Charles Darwin – A Brief History of the Great Naturalist
June 28, 2008 by: admin
Charles Robert Darwin was one of the foremost naturalists in the world, and published a number of detailed works that took some of the new but very vague thoughts and conjectures on the notion of evolution, and compiled them into a series of very credible and intellectual theories, with a compelling body of scientific research and data to back them up. Darwin’s works transformed that way in which we thought about the roles of nature and humanity, and was one of the most influential and controversial scientific advances ever made.
Charles Darwin was born in Shrewsbury, Shropshire on 12 February 1809, and was related to two important men of this time, Josiah Wedgwood the famous china manufacturer and also Erasmus Darwin, who was one of the most prominent intellectuals the 18th Century. Darwin had a comfortable upbringing, and originally studied at Edinburgh University with a view to following a medical career. However his interest in science and the nature of divinity prompted him to move to Cambridge, and in 1831 he joined what was to become a seminal scientific expedition for him, on the survey ship HMS Beagle.
During this time the popular belief in the creation of the world and humanity was that described in Genesis in the Bible, in that God created the world in seven days. However many intellectuals and great scientists throughout history had dared to question this belief, and the 17th and 18th Century saw many new theories on this subject. Darwin was not the first scientist to become interested in the idea of evolution, and he was influenced by Lyell’s ‘Principles of Geology’, which highlighted the existence of fossils, clear evidence that animals had existed on the planet for much longer than anyone had first thought, and indeed for much longer than humans.
Darwin’s ideas on evolution themselves evolved over time, and the breakthrough came when he visited the Galapagos Island, which so clearly illustrated how the same species (namely the finch) could evolve uniquely over time to suit individual environments.
The most important thing about Darwin’s theory of evolution was that he worked on it for 20 years, collecting an impressive, and most importantly an almost irrefutable body of methodical scientific evidence to support his theory, so that when he finally published his work ‘On the Origin of Species by Means of Natural Selection’ in 1859, his arguments and the evidence he had collected was so overwhelming that it smashed all prevailing theories before it, and quickly changed the way everyone thought about the creation of the world.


* _Task directions_:
Restate every line of the material below word for word, skipping the images.

* _Material for this exercise_:
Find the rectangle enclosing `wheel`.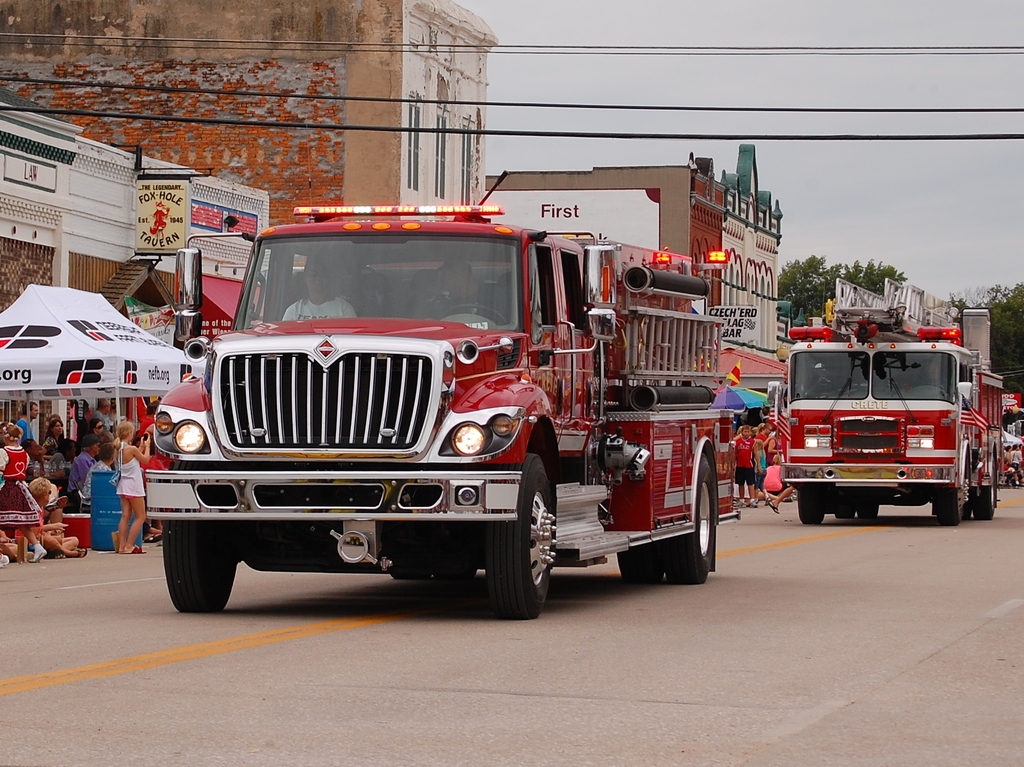
left=838, top=493, right=851, bottom=519.
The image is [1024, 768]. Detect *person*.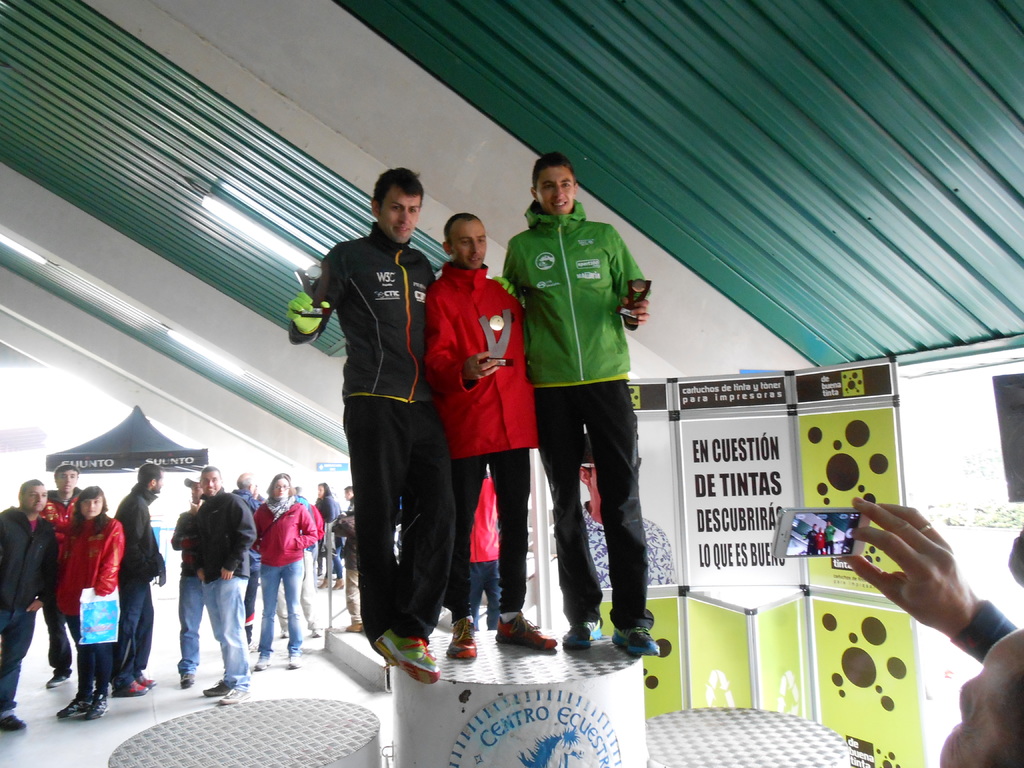
Detection: [left=0, top=478, right=61, bottom=733].
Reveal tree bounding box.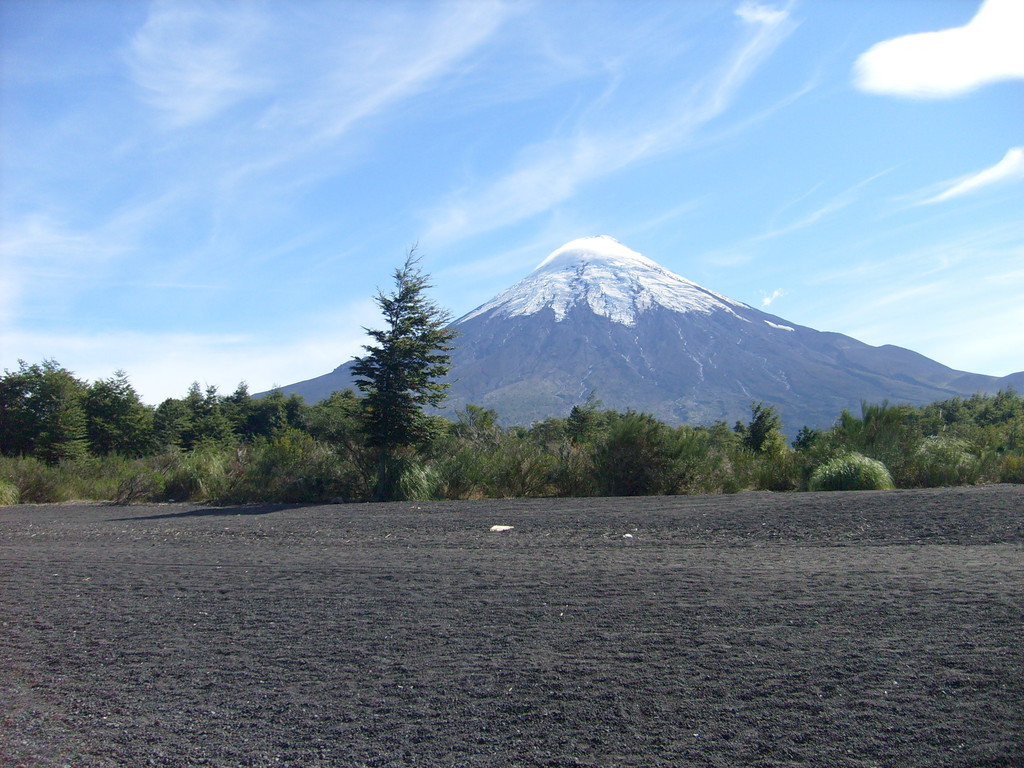
Revealed: Rect(742, 397, 787, 458).
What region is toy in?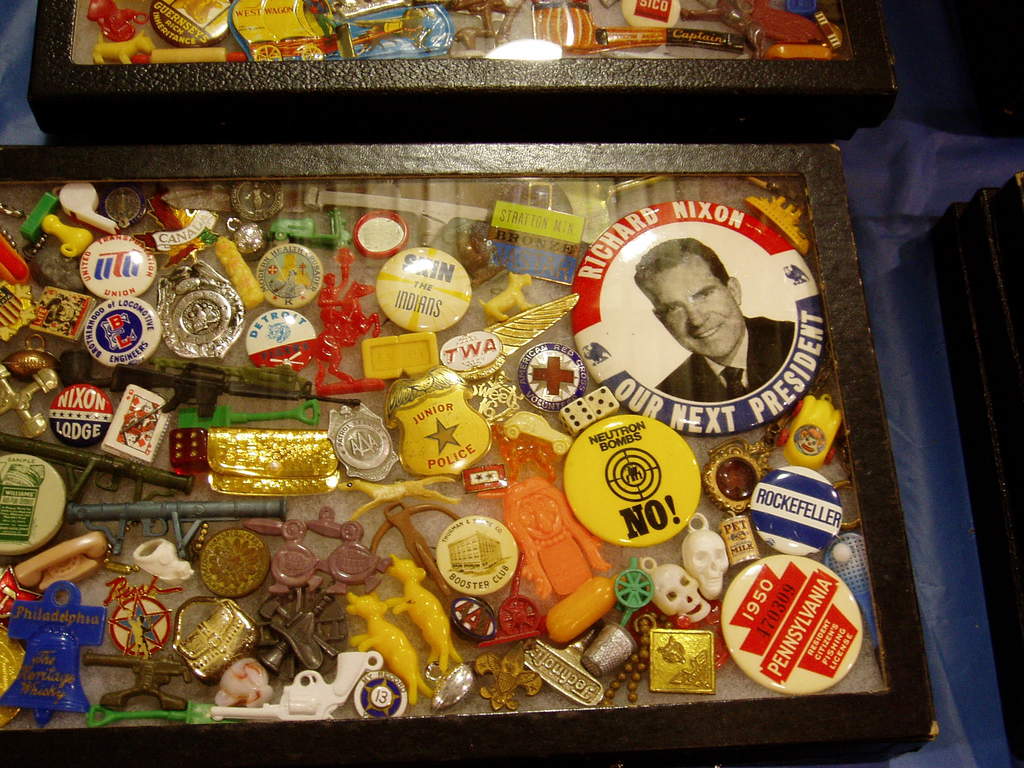
(x1=436, y1=516, x2=518, y2=598).
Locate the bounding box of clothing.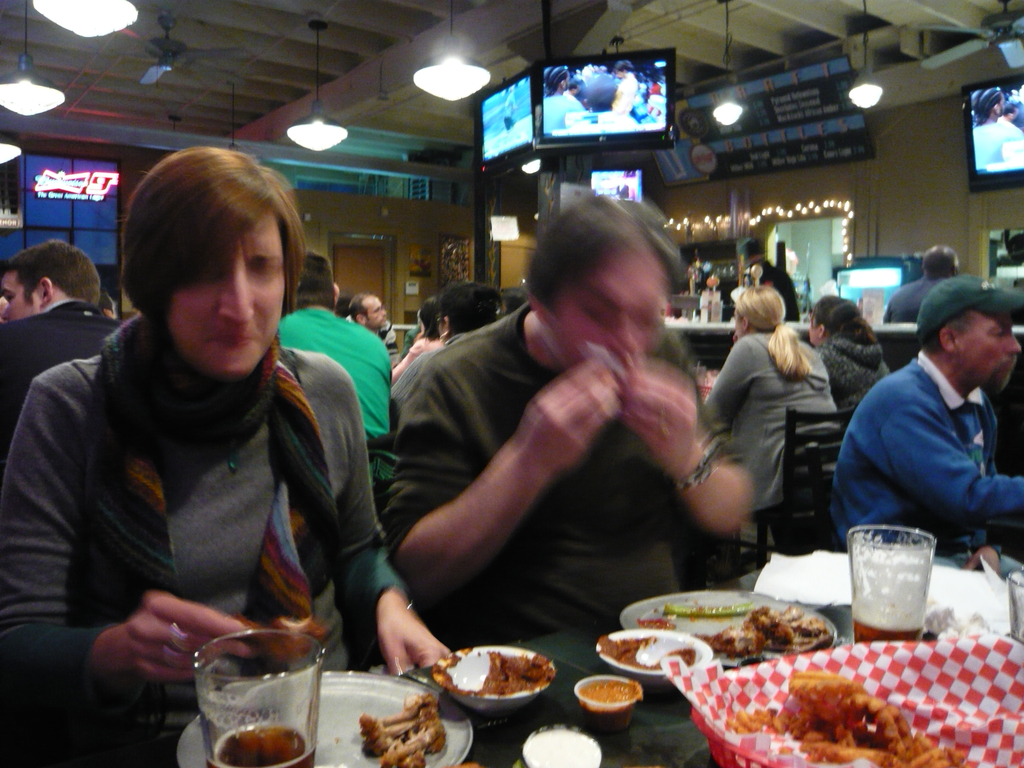
Bounding box: 998 115 1007 120.
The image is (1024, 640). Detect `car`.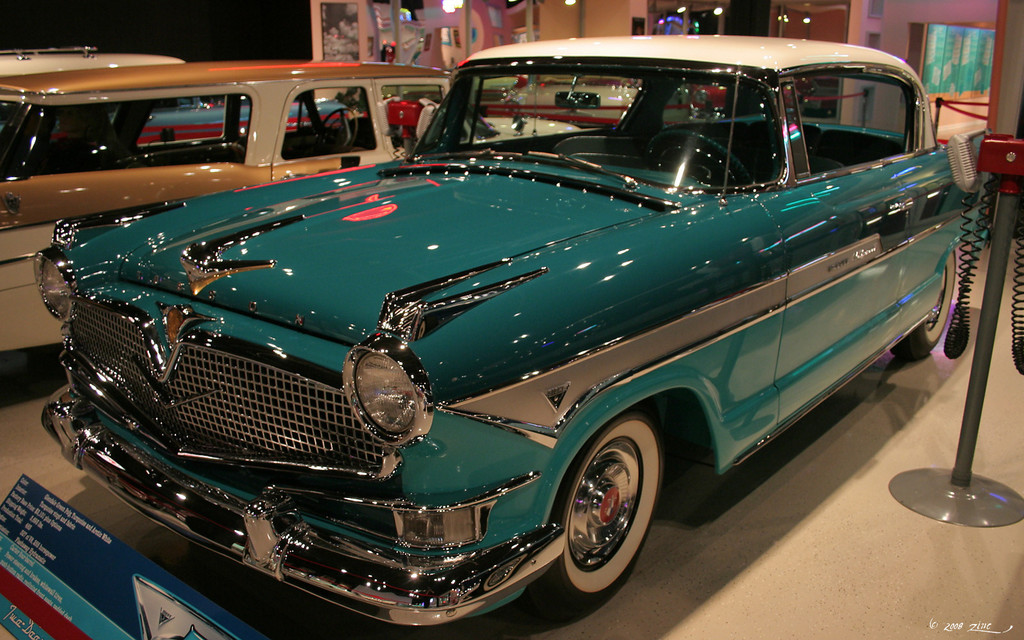
Detection: {"left": 0, "top": 47, "right": 368, "bottom": 147}.
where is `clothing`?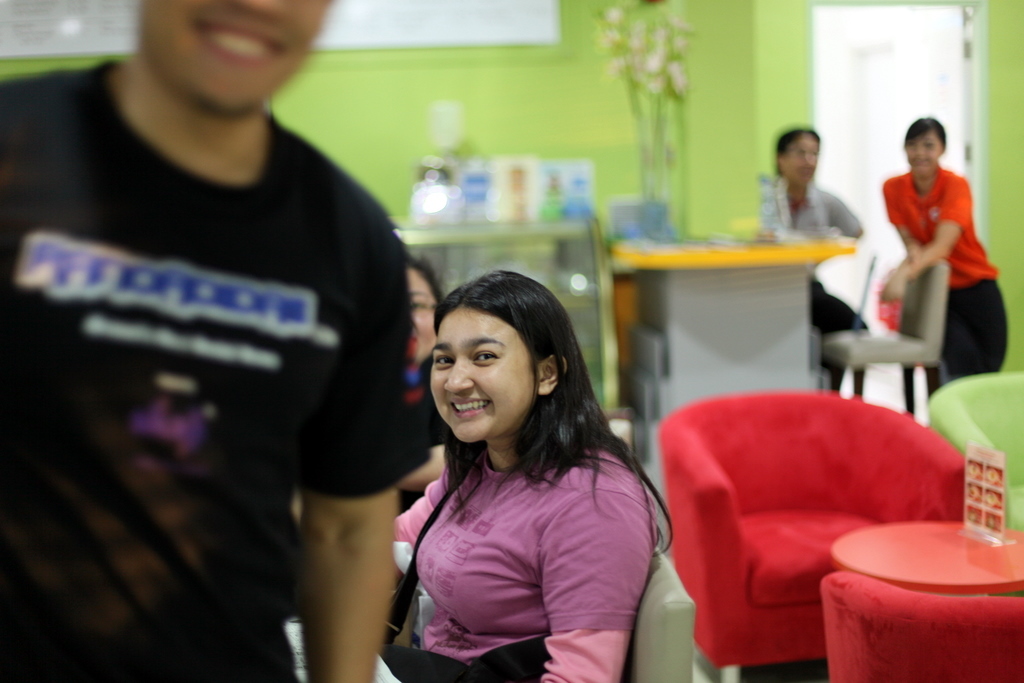
{"left": 754, "top": 179, "right": 871, "bottom": 384}.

* _Exercise response_:
Find the rectangle enclosing `wheel`.
left=838, top=493, right=851, bottom=519.
The image is [1024, 768]. Detect *person*.
Detection: [left=0, top=478, right=61, bottom=733].
Reveal tree bounding box.
Revealed: Rect(742, 397, 787, 458).
What region is toy in?
(x1=436, y1=516, x2=518, y2=598).
Locate the bounding box of clothing.
Bounding box: 998 115 1007 120.
The image is (1024, 640). Detect `car`.
Detection: {"left": 0, "top": 47, "right": 368, "bottom": 147}.
where is `clothing`?
{"left": 754, "top": 179, "right": 871, "bottom": 384}.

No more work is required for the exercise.